If it were so, then the accumulation of CO2 would be a natural matter, due to changes in the natural absorption process… just like it was for 560 million years before James Watt.

In fact there’s good evidence, accidentally revealed by Al Gore’s An Inconvenient Truth, that a warmer Earth has more atmospheric CO2 not the other way around, because heat makes the oceans degas.

That evidence being the awkward pattern from those famous ice cores of temperature increases generally preceding CO2 increases by around 800 years,

the time between the non-existent Medieval Warm Period and the modern rise in atmospheric CO2,

while temperature drops also seem to cause CO2 drops with the same lag.

As the paper points out, and it’s secretly not controversial,
    “During the last long glacial period, the oceans absorbed a large amount of CO2 from the atmosphere.”

Why?
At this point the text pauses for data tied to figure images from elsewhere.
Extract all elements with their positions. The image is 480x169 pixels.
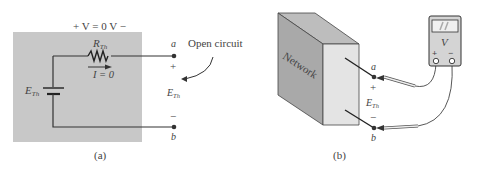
terminal-a-label: a [371, 61, 376, 72]
open-circuit-arrow-icon [181, 57, 213, 82]
eth-label: ETh [365, 97, 379, 109]
meter-minus-jack [449, 58, 454, 63]
minus-sign: − [170, 110, 176, 122]
terminal-a-label: a [171, 38, 176, 49]
current-label: I = 0 [92, 69, 115, 80]
terminal-b-label: b [171, 131, 176, 142]
meter-plus-label: + [432, 48, 437, 58]
open-circuit-label: Open circuit [188, 37, 243, 49]
terminal-b-label: b [371, 132, 376, 143]
caption-a: (a) [94, 149, 107, 162]
plus-sign: + [170, 60, 176, 72]
minus-sign: − [370, 111, 376, 123]
plus-sign: + [370, 81, 376, 93]
terminal-a-dot [372, 75, 377, 80]
eth-label: ETh [166, 87, 180, 99]
panel-b-voltmeter-measurement: Network V + − a [278, 13, 461, 162]
caption-b: (b) [333, 149, 346, 162]
probe-minus-icon [376, 63, 452, 131]
panel-a-thevenin-circuit: + V = 0 V − RTh I = 0 ETh a + ETh − b Op… [13, 20, 243, 162]
meter-minus-label: − [448, 48, 453, 58]
voltage-label: + V = 0 V − [73, 20, 126, 32]
probe-plus-icon [376, 63, 436, 87]
meter-plus-jack [433, 58, 438, 63]
terminal-b-dot [372, 126, 377, 131]
terminal-a-dot [172, 54, 177, 59]
terminal-b-dot [172, 125, 177, 130]
network-box [13, 32, 142, 142]
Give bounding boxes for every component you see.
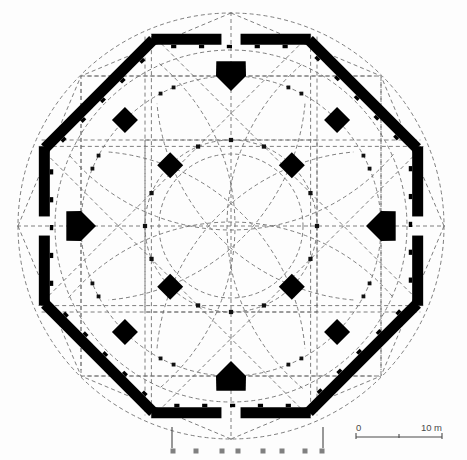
central-column-dot: [262, 303, 266, 307]
plan-drawing-canvas: 0 10 m: [0, 0, 467, 460]
intermediate-column-dot: [362, 154, 366, 158]
outer-wall-segment-5a: [39, 236, 50, 306]
floor-plan-figure: 0 10 m: [0, 0, 467, 460]
central-column-dot: [308, 257, 312, 261]
intermediate-column-dot: [368, 167, 372, 171]
central-column-dot: [262, 144, 266, 148]
wall-pilaster: [50, 197, 53, 202]
wall-pilaster: [171, 45, 176, 48]
intermediate-column-dot: [287, 363, 291, 367]
wall-pilaster: [258, 404, 263, 407]
central-column-dot: [196, 303, 200, 307]
intermediate-column-dot: [368, 282, 372, 286]
wall-pilaster: [286, 404, 291, 407]
wall-pilaster: [283, 45, 288, 48]
plinth-marker: [220, 449, 225, 454]
intermediate-column-dot: [91, 167, 95, 171]
intermediate-column-dot: [159, 357, 163, 361]
scale-bar-start-label: 0: [356, 422, 361, 433]
plinth-marker: [171, 449, 176, 454]
central-column-dot: [229, 138, 233, 142]
wall-pilaster: [227, 45, 232, 48]
intermediate-column-dot: [159, 92, 163, 96]
wall-pilaster: [199, 45, 204, 48]
intermediate-column-dot: [97, 154, 101, 158]
wall-pilaster: [409, 250, 412, 255]
wall-pilaster: [255, 45, 260, 48]
outer-wall-segment-1b: [412, 236, 423, 306]
wall-pilaster: [174, 404, 179, 407]
intermediate-column-dot: [172, 363, 176, 367]
wall-pilaster: [50, 281, 53, 286]
plinth-marker: [194, 449, 199, 454]
wall-pilaster: [50, 225, 53, 230]
intermediate-column-dot: [362, 295, 366, 299]
plinth-marker: [261, 449, 266, 454]
plinth-marker: [303, 449, 308, 454]
intermediate-column-dot: [91, 282, 95, 286]
intermediate-column-dot: [300, 92, 304, 96]
outer-wall-segment-3b: [151, 407, 221, 418]
outer-wall-segment-7a: [151, 34, 221, 45]
outer-wall-segment-3a: [241, 407, 311, 418]
plinth-marker: [320, 449, 325, 454]
intermediate-column-dot: [300, 357, 304, 361]
wall-pilaster: [409, 222, 412, 227]
wall-pilaster: [409, 278, 412, 283]
intermediate-column-dot: [97, 295, 101, 299]
intermediate-column-dot: [172, 86, 176, 90]
central-column-dot: [315, 224, 319, 228]
scale-bar-end-label: 10 m: [421, 422, 442, 433]
central-column-dot: [196, 144, 200, 148]
central-column-dot: [229, 310, 233, 314]
outer-wall-segment-5b: [39, 146, 50, 216]
outer-wall-segment-7b: [241, 34, 311, 45]
outer-wall-segment-1a: [412, 146, 423, 216]
intermediate-column-dot: [287, 86, 291, 90]
plinth-marker: [236, 449, 241, 454]
wall-pilaster: [230, 404, 235, 407]
wall-pilaster: [202, 404, 207, 407]
wall-pilaster: [409, 194, 412, 199]
wall-pilaster: [50, 253, 53, 258]
wall-pilaster: [409, 166, 412, 171]
central-column-dot: [149, 257, 153, 261]
wall-pilaster: [50, 169, 53, 174]
plinth-marker: [280, 449, 285, 454]
central-column-dot: [308, 191, 312, 195]
central-column-dot: [149, 191, 153, 195]
central-column-dot: [143, 224, 147, 228]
Because it was cold.

The last long glacial period did not happen because CO2 fell.

CO2 fell because the last long glacial period happened.

Scientists say.

... “It appears in the figure that Earth is still in the Holocene interglacial period that started 11,500 years ago.

Its peak temperature change over the 11,500 years, thus far in 1950, appears to be significantly less than those over the three previous interglacial periods.

Its peak CO2 appears less than 300 ppm, and less than the peak value in the previous interglacial period.

Thus, the increase in CO2 that Earth has been experiencing since 1800 appears to have started more than 5,000 years ago.”

Yes, it’s worth reading twice.

Not only were previous interglacials warmer than today’s unprecedented temperatures, but their man-free atmospheric CO2 levels were also warmer.

So even if you’re going to say CO2 drives temperature, with the aid of a time machine,

you still have to concede that nothing happening today is different from anything that happened before humans started creating GHGs.

Nothing ... except it being colder than is typical even of these relatively cold periods."